Network equipment power consumption is under increased scrutiny. To understand and decompose transceiver power consumption, we have created a toolkit incorporating a library of transceiver circuits in 45-nm CMOS and MOS current mode logic (MCML) and characterize power consumption using representative network traffic traces with digital synthesis and SPICE tools. Our toolkit includes all the components required to construct a library of different transceivers: line coding, frame alignment, channel bonding, serialization and deserialization, clock-data recovery, and clock generation. For optical transceivers, we show that photonic components and front end drivers only consume a small fraction (<22%) of total serial transceiver power. This implies that major reductions in optical transceiver power can only be obtained by paying attention to the physical layer circuits such as clock recovery and serial-parallel conversions. We propose a burst-mode physical layer protocol suitable for optically switched links that retains the beneficial transmission characteristics of 8b/10b, but, even without power gating and voltage controlled oscillator power optimization, reduces the power consumption during idle periods by 29% compared with a conventional 8b/10b transceiver.
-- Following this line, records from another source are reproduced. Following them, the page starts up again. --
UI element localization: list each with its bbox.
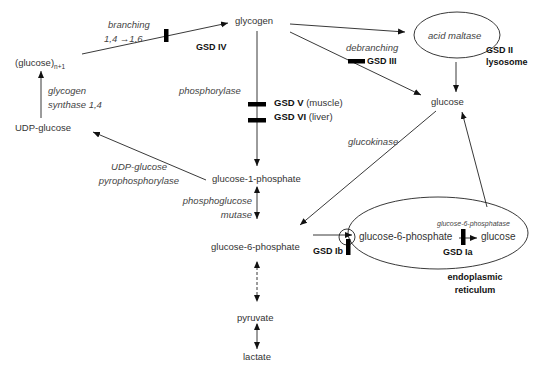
node-glucose-6-phosphate: glucose-6-phosphate bbox=[211, 242, 300, 252]
label-gsd-vi-note: (liver) bbox=[309, 111, 333, 122]
enzyme-pgm-line2: mutase bbox=[221, 209, 252, 220]
block-gsd-ia bbox=[461, 229, 466, 245]
block-gsd-iii bbox=[348, 59, 365, 64]
label-gsd-v: GSD V (muscle) bbox=[274, 98, 343, 108]
node-glycogen: glycogen bbox=[235, 16, 273, 26]
node-glucose-n1: (glucose)n+1 bbox=[15, 58, 65, 70]
node-glucose-n1-text: (glucose) bbox=[15, 57, 54, 68]
node-lactate: lactate bbox=[243, 352, 271, 362]
label-gsd-v-note: (muscle) bbox=[306, 97, 342, 108]
block-gsd-ib bbox=[346, 239, 351, 255]
node-er-glucose-6-phosphate: glucose-6-phosphate bbox=[359, 232, 452, 242]
enzyme-phosphorylase: phosphorylase bbox=[179, 86, 241, 96]
label-gsd-vi: GSD VI (liver) bbox=[274, 112, 333, 122]
enzyme-udp-glucose-pyrophosphorylase: UDP-glucosepyrophosphorylase bbox=[96, 160, 179, 188]
enzyme-branching-line2: 1,4 →1,6 bbox=[104, 33, 143, 44]
label-gsd-iii: GSD III bbox=[367, 57, 397, 66]
label-gsd-ib: GSD Ib bbox=[313, 247, 343, 256]
label-gsd-ii: GSD II bbox=[486, 46, 513, 55]
enzyme-branching-line1: branching bbox=[108, 19, 150, 30]
label-er-line1: endoplasmic bbox=[447, 272, 502, 282]
node-er-glucose: glucose bbox=[481, 232, 515, 242]
label-lysosome: lysosome bbox=[486, 58, 528, 67]
label-gsd-vi-name: GSD VI bbox=[274, 111, 306, 122]
node-glucose-1-phosphate: glucose-1-phosphate bbox=[212, 174, 301, 184]
arrow-glucokinase bbox=[300, 111, 436, 225]
enzyme-glucose-6-phosphatase: glucose-6-phosphatase bbox=[437, 220, 510, 227]
enzyme-udp-line1: UDP-glucose bbox=[111, 161, 179, 172]
enzyme-gs-line2: synthase 1,4 bbox=[48, 99, 102, 110]
node-udp-glucose: UDP-glucose bbox=[15, 123, 71, 133]
enzyme-branching: branching1,4 →1,6 bbox=[104, 18, 150, 46]
enzyme-udp-line2: pyrophosphorylase bbox=[99, 175, 179, 186]
enzyme-glucokinase: glucokinase bbox=[348, 137, 398, 147]
node-glucose: glucose bbox=[431, 97, 464, 107]
enzyme-acid-maltase: acid maltase bbox=[428, 31, 481, 41]
label-gsd-ia: GSD Ia bbox=[443, 248, 473, 257]
enzyme-glycogen-synthase: glycogensynthase 1,4 bbox=[48, 84, 102, 112]
label-endoplasmic-reticulum: endoplasmicreticulum bbox=[447, 271, 502, 297]
arrow-er-glucose-export bbox=[462, 112, 487, 207]
label-gsd-iv: GSD IV bbox=[196, 43, 227, 52]
block-gsd-vi bbox=[248, 118, 266, 123]
node-pyruvate: pyruvate bbox=[237, 313, 273, 323]
label-er-line2: reticulum bbox=[455, 285, 496, 295]
arrow-to-acid-maltase bbox=[290, 24, 405, 32]
enzyme-gs-line1: glycogen bbox=[48, 85, 86, 96]
enzyme-debranching: debranching bbox=[346, 43, 398, 53]
block-gsd-iv bbox=[164, 29, 169, 42]
enzyme-phosphoglucose-mutase: phosphoglucosemutase bbox=[182, 194, 252, 222]
node-glucose-n1-sub: n+1 bbox=[54, 63, 65, 70]
block-gsd-v bbox=[248, 102, 266, 107]
enzyme-pgm-line1: phosphoglucose bbox=[183, 195, 252, 206]
label-gsd-v-name: GSD V bbox=[274, 97, 304, 108]
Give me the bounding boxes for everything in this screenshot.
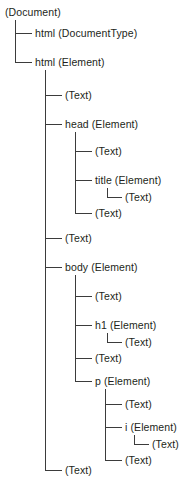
tree-node-n18: (Text) — [152, 438, 179, 450]
elbow-title-text — [107, 197, 122, 198]
tree-node-n8: (Text) — [95, 207, 122, 219]
tree-node-n5: (Text) — [95, 145, 122, 157]
elbow-head-text2 — [75, 213, 92, 214]
elbow-h1 — [75, 325, 92, 326]
stem-head — [75, 132, 76, 213]
tree-node-n14: (Text) — [95, 352, 122, 364]
tree-node-n2: html (Element) — [35, 56, 105, 68]
elbow-title — [75, 180, 92, 181]
elbow-html-element — [15, 62, 32, 63]
tree-node-n20: (Text) — [65, 464, 92, 476]
tree-node-n6: title (Element) — [95, 174, 161, 186]
tree-node-n0: (Document) — [5, 6, 61, 18]
elbow-html-text2 — [45, 238, 62, 239]
tree-node-n10: body (Element) — [65, 261, 138, 273]
elbow-head — [45, 124, 62, 125]
dom-tree-diagram: (Document)html (DocumentType)html (Eleme… — [0, 0, 181, 489]
tree-node-n12: h1 (Element) — [95, 319, 156, 331]
tree-node-n16: (Text) — [125, 398, 152, 410]
elbow-html-text1 — [45, 95, 62, 96]
elbow-h1-text — [107, 342, 122, 343]
stem-p — [105, 389, 106, 460]
elbow-body-text1 — [75, 296, 92, 297]
stem-h1 — [107, 333, 108, 342]
tree-node-n11: (Text) — [95, 290, 122, 302]
elbow-documenttype — [15, 33, 32, 34]
elbow-html-text3 — [45, 470, 62, 471]
tree-node-n4: head (Element) — [65, 118, 138, 130]
elbow-head-text1 — [75, 151, 92, 152]
tree-node-n19: (Text) — [125, 454, 152, 466]
stem-i — [134, 435, 135, 444]
elbow-body-text2 — [75, 358, 92, 359]
elbow-i-text — [134, 444, 149, 445]
elbow-p-text2 — [105, 460, 122, 461]
elbow-p — [75, 381, 92, 382]
tree-node-n1: html (DocumentType) — [35, 27, 137, 39]
stem-document — [15, 20, 16, 62]
stem-title — [107, 188, 108, 197]
tree-node-n15: p (Element) — [95, 375, 150, 387]
elbow-p-text1 — [105, 404, 122, 405]
elbow-body — [45, 267, 62, 268]
stem-html — [45, 70, 46, 470]
tree-node-n17: i (Element) — [125, 421, 177, 433]
tree-node-n3: (Text) — [65, 89, 92, 101]
tree-node-n9: (Text) — [65, 232, 92, 244]
elbow-i — [105, 427, 122, 428]
tree-node-n7: (Text) — [125, 191, 152, 203]
stem-body — [75, 275, 76, 381]
tree-node-n13: (Text) — [125, 336, 152, 348]
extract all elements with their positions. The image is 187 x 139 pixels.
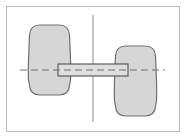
diagram-svg — [0, 0, 187, 139]
left-mass-body — [28, 25, 71, 95]
diagram-canvas: Two-mass rotor on a shaft, elevation vie… — [0, 0, 187, 139]
right-mass-body — [114, 46, 157, 116]
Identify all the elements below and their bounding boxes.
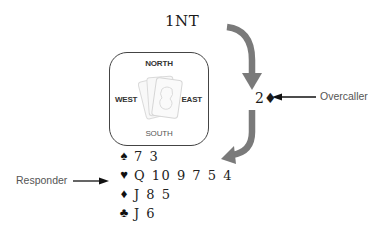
heart-cards: Q 10 9 7 5 4 [134,168,233,183]
club-cards: J 6 [134,206,156,221]
overcall-bid: 2♦ [255,90,276,106]
arrow-right-icon [73,178,109,185]
curved-arrow-left-icon [221,110,252,164]
east-label: EAST [181,95,202,104]
spade-icon: ♠ [114,148,134,164]
south-label: SOUTH [110,129,208,138]
hand-row-spades: ♠ 7 3 [114,148,159,164]
compass-table: NORTH WEST EAST SOUTH [109,52,209,146]
club-icon: ♣ [114,205,134,221]
hand-row-diamonds: ♦ J 8 5 [114,186,172,202]
diamond-cards: J 8 5 [134,187,172,202]
diamond-icon: ♦ [114,186,134,202]
overcaller-label: Overcaller [320,90,368,102]
responder-label: Responder [16,174,67,186]
north-label: NORTH [110,59,208,68]
hand-row-hearts: ♥ Q 10 9 7 5 4 [114,167,233,183]
playing-cards-icon [138,71,184,129]
west-label: WEST [115,95,137,104]
heart-icon: ♥ [114,167,134,183]
curved-arrow-down-icon [227,27,262,90]
arrow-left-icon [272,94,316,101]
spade-cards: 7 3 [134,149,159,164]
hand-row-clubs: ♣ J 6 [114,205,156,221]
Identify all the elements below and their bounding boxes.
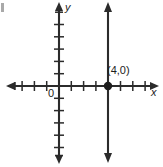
data-point-label: (4,0) bbox=[107, 65, 130, 76]
x-axis-label: x bbox=[151, 87, 157, 98]
y-axis bbox=[54, 2, 64, 164]
x-axis-left-arrowhead bbox=[6, 82, 15, 90]
line-up-arrowhead bbox=[104, 2, 112, 12]
origin-label: 0 bbox=[48, 88, 54, 99]
coordinate-plane-graphic bbox=[0, 0, 163, 167]
y-axis-label: y bbox=[65, 2, 71, 13]
y-axis-down-arrowhead bbox=[55, 155, 63, 164]
x-axis bbox=[6, 81, 159, 91]
y-axis-up-arrowhead bbox=[55, 2, 63, 11]
coordinate-plane-figure: y x 0 (4,0) bbox=[0, 0, 163, 167]
line-down-arrowhead bbox=[104, 153, 112, 163]
data-point-marker bbox=[104, 82, 112, 90]
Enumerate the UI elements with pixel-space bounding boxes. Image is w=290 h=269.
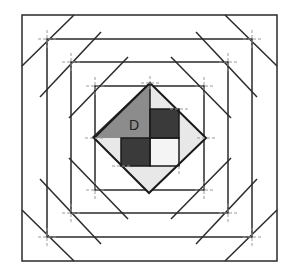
dark-square-bottom-left xyxy=(121,138,150,166)
dark-square-top-right xyxy=(150,109,179,138)
quilt-diagram: D xyxy=(0,0,290,269)
label-d: D xyxy=(129,117,139,133)
light-square-bottom-right xyxy=(150,138,179,166)
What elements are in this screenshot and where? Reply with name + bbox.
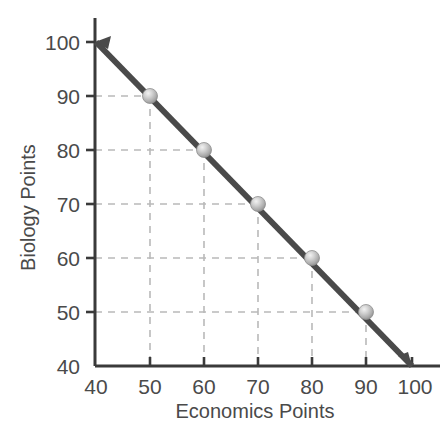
y-tick-label: 80 bbox=[57, 139, 80, 162]
y-tick-label: 50 bbox=[57, 301, 80, 324]
x-tick-label: 100 bbox=[397, 375, 432, 398]
x-tick-label: 90 bbox=[354, 375, 377, 398]
y-tick-label: 100 bbox=[45, 31, 80, 54]
data-point bbox=[143, 89, 158, 104]
chart-canvas: 100 90 80 70 60 50 40 40 50 60 70 80 90 … bbox=[0, 0, 440, 428]
chart-figure: 100 90 80 70 60 50 40 40 50 60 70 80 90 … bbox=[0, 0, 440, 428]
x-axis-tick-labels: 40 50 60 70 80 90 100 bbox=[84, 375, 432, 398]
y-tick-label: 60 bbox=[57, 247, 80, 270]
y-tick-label: 40 bbox=[57, 355, 80, 378]
x-tick-label: 40 bbox=[84, 375, 107, 398]
x-tick-label: 50 bbox=[138, 375, 161, 398]
y-tick-label: 90 bbox=[57, 85, 80, 108]
data-point bbox=[359, 305, 374, 320]
y-tick-label: 70 bbox=[57, 193, 80, 216]
y-axis-tick-labels: 100 90 80 70 60 50 40 bbox=[45, 31, 80, 378]
data-point bbox=[197, 143, 212, 158]
x-axis-title: Economics Points bbox=[95, 400, 415, 423]
y-axis-title: Biology Points bbox=[17, 118, 40, 298]
x-tick-label: 70 bbox=[246, 375, 269, 398]
data-point bbox=[305, 251, 320, 266]
x-tick-label: 80 bbox=[300, 375, 323, 398]
guide-lines-vertical bbox=[150, 96, 366, 366]
data-point bbox=[251, 197, 266, 212]
x-tick-label: 60 bbox=[192, 375, 215, 398]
We have made the toolkit available to the community at large in the hope of stimulating work in this field.
The power-consumption of network equipment is under ever-increasing scrutiny. As part of an ensemble project seeking to reduce power-consumption within data-centers 1 , this work focuses on reducing the power consumption of photonic transceivers for future fast power gated and/or optical switching networks. Utilising an open-source toolkit, we show that Serializer/Deserializer (SERDES) dominates power consumption of traditional optical transceivers. This result has particular implications for the modulation format of future interconnects. At 25 Gb/s line rate, SERDES blocks of PAM-16 and 4wavelength WDM are shown to have 53% and 79% lower power respectively compared with SERDES of serial NRZ as well as reduced power gating restoration time and energy.
Verifying the memory subsystem in a modern shared-memory multiprocessor is a big challenge. Optimized implementations are highly sophisticated, yet must provide subtle consistency and liveness guarantees for the correct execution of concurrent programs. We present a tool that supports efficient specification-based testing of the memory subsystem against a range of formally specified consistency models. Our tool operates directly on the memory subsystem interface, promoting a compositional approach to system-on-chip verification, and can be used to search for simple failure cases-assisting rapid debug. It has recently been incorporated into the development flows of two open-source implementations-Berkeley's Rocket Chip (RISC-V) and Cambridge's BERI (MIPS)-where it has uncovered a number of serious bugs.